Peregrine: Primus by Avram Davidson.

Read this, preferably aloud, for wit and flowing language and classics jokes. Do not read it for plot or character or women doing things. It is a pure picaresque, pleased with its own prose style (and with some reason to be.) I found two-thirds of this book boring, was delighted by the middle third mainly because that was the bit I read aloud to myself and was in the mood for, and on the balance of all this, am selling my copy, having kept it around unread for more than ten years because Michael Swanwick put it on a list of recommendations.


Currently reading:

I'm halfway through the sweet collection of letters between a group of booksellers and an overseas customer who they become friends with, 84 Charing Cross Road. It is very short and I will finish it this week.

I am also halfway through The Power Broker, the Robert Moses biography, but that is a very different halfway through! I will probably post about it at more length at some point, it is very good, but I've got to the point where I need to take a break, because Robert Moses was in many ways not a wonderful force in the world to begin with but I think I'm at the pivot-point where the last of his redeeming features evaporate, and I need to take a deep breath first. (For a big chunk of the book, he is very good at getting things done, in situations where things desperately need to get done. But now he has reached the point where he's too powerful for anyone to stop him and also too busy to check whether the things he's doing are actually good; but of course they're good! He's the one doing them! Gosh I hate Robert Moses.) For several weeks I have been responding to almost entirely unrelated bits of conversation with, "This reminds me of something I learned about Robert Moses, a man I hate," so like I said, deep breath.

Date: 2025-11-13 12:59 am (UTC)
redbird: closeup of me drinking tea, in a friend's kitchen (Default)
From: [personal profile] redbird
semi-random question: what year are you up to in the Robert Moses book? I've heard good things about it, not read it, but have some awareness of Moses's career from growing up in the 1960s and 1970s in New York City, with politically aware and active parents.

Date: 2025-11-13 02:41 am (UTC)
redbird: closeup of me drinking tea, in a friend's kitchen (Default)
From: [personal profile] redbird
Thanks, that’s close enough to give me the general idea.

Date: 2025-11-13 03:09 am (UTC)
kore: (Default)
From: [personal profile] kore
Oh man, I really want to read that Moses bio, but I also know I will wind up grinding my teeth to powder.
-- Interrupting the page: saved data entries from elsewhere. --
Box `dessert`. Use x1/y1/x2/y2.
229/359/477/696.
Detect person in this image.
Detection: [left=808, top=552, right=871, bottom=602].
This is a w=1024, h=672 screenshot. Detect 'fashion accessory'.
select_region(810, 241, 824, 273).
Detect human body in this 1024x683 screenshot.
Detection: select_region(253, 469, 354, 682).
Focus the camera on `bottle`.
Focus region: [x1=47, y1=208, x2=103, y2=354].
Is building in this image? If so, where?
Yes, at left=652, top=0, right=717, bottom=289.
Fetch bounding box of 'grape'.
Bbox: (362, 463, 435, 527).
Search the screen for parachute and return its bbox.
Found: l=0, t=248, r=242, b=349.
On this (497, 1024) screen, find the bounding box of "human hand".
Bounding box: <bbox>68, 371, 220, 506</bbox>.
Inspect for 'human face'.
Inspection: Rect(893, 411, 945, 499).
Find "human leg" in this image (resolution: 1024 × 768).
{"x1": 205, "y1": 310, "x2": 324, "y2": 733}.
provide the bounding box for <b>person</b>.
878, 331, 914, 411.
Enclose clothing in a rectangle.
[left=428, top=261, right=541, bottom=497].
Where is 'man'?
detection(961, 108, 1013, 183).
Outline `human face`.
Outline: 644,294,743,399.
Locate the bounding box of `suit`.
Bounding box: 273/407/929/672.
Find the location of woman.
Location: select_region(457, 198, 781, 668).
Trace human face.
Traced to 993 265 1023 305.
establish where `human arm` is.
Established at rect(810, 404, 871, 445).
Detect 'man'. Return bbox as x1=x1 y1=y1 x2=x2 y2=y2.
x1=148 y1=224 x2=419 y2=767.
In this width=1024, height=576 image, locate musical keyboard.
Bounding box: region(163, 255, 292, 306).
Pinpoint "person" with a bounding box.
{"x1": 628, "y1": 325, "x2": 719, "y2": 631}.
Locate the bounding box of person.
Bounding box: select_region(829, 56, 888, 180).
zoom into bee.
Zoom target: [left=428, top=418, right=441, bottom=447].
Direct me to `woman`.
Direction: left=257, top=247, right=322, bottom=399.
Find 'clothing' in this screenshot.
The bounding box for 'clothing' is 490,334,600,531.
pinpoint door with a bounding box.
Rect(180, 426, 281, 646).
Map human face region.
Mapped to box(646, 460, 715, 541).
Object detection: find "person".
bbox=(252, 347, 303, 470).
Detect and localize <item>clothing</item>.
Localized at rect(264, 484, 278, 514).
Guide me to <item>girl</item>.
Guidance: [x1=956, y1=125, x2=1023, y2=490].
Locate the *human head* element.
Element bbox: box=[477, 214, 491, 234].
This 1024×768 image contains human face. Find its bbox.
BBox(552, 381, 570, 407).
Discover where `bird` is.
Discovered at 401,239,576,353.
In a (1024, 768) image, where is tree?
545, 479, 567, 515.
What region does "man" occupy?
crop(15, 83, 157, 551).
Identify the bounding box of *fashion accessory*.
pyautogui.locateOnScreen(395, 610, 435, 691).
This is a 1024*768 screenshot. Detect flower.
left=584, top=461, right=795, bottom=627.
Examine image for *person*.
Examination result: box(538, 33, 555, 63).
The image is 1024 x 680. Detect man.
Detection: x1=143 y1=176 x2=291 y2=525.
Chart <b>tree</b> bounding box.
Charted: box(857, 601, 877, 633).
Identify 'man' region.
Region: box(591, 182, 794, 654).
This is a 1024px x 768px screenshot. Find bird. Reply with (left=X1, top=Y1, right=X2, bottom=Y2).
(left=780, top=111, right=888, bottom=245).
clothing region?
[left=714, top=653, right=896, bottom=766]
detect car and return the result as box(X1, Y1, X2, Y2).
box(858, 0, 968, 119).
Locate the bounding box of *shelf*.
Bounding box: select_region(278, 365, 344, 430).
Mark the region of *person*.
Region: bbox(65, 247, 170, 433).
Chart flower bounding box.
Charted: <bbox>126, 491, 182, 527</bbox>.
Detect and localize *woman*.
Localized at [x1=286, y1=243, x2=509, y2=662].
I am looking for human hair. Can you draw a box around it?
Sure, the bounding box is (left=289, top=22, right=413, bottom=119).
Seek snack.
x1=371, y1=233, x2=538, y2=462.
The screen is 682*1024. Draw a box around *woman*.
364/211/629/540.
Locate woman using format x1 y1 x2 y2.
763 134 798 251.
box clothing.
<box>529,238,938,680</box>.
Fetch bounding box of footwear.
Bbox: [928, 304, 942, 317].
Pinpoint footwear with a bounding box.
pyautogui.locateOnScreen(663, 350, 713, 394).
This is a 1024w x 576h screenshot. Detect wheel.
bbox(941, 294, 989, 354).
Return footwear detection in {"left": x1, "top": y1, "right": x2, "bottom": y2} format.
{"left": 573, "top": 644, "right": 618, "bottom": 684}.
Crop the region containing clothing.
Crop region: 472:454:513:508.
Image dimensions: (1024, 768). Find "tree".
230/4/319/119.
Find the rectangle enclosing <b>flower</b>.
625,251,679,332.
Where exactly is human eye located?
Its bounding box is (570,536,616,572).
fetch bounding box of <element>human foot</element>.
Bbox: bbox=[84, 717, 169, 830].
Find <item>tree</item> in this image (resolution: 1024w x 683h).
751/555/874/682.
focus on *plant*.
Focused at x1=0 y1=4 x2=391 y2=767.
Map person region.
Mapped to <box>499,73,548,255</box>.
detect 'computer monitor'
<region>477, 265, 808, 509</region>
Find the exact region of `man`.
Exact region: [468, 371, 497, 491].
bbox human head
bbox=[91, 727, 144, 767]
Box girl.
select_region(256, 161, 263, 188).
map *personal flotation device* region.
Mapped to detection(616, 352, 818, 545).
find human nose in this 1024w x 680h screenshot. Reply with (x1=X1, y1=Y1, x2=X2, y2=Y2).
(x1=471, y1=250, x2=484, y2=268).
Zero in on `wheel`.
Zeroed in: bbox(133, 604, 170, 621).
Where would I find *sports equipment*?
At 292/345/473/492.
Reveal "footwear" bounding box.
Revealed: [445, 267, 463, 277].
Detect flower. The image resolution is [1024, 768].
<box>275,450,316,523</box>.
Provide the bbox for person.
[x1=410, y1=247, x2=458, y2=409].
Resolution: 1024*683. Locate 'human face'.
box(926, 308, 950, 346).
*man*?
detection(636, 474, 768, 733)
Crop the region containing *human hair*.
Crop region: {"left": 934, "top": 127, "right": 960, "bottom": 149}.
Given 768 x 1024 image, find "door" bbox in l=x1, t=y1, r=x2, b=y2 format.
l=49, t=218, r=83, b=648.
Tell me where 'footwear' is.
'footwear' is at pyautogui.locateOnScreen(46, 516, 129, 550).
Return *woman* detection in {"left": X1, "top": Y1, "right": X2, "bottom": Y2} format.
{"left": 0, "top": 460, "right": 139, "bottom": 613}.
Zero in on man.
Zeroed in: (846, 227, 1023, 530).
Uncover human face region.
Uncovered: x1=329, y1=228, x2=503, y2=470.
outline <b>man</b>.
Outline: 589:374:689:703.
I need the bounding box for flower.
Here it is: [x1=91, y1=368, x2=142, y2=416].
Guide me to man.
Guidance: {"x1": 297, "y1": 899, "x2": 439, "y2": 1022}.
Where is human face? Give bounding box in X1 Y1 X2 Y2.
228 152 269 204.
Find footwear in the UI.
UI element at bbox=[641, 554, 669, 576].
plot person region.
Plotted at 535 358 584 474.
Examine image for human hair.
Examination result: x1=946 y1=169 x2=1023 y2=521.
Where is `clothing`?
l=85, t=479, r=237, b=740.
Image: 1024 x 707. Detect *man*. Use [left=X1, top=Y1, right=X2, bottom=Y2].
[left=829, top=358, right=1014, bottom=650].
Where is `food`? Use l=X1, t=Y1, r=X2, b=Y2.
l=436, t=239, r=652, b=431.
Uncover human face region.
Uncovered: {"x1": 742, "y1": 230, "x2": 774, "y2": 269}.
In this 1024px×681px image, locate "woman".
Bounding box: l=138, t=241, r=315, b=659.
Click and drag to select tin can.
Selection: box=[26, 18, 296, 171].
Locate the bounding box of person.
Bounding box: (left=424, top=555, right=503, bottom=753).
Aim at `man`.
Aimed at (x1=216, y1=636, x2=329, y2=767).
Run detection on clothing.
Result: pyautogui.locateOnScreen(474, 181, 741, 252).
What a hateful man!

Date: 2025-11-15 03:00 pm (UTC)
skygiants: the aunts from Pushing Daisies reading and sipping wine on a couch (wine and books)
From: [personal profile] skygiants
I am also quite excited to get to a reread of Merlin Conspiracy as I only read it once, when it came out, and since I've read 90% of DWJ more times than I can remember the ones I've only read once are completely buried under their weight! But it does feel like things keep pointing towards it, in a way that will accrete.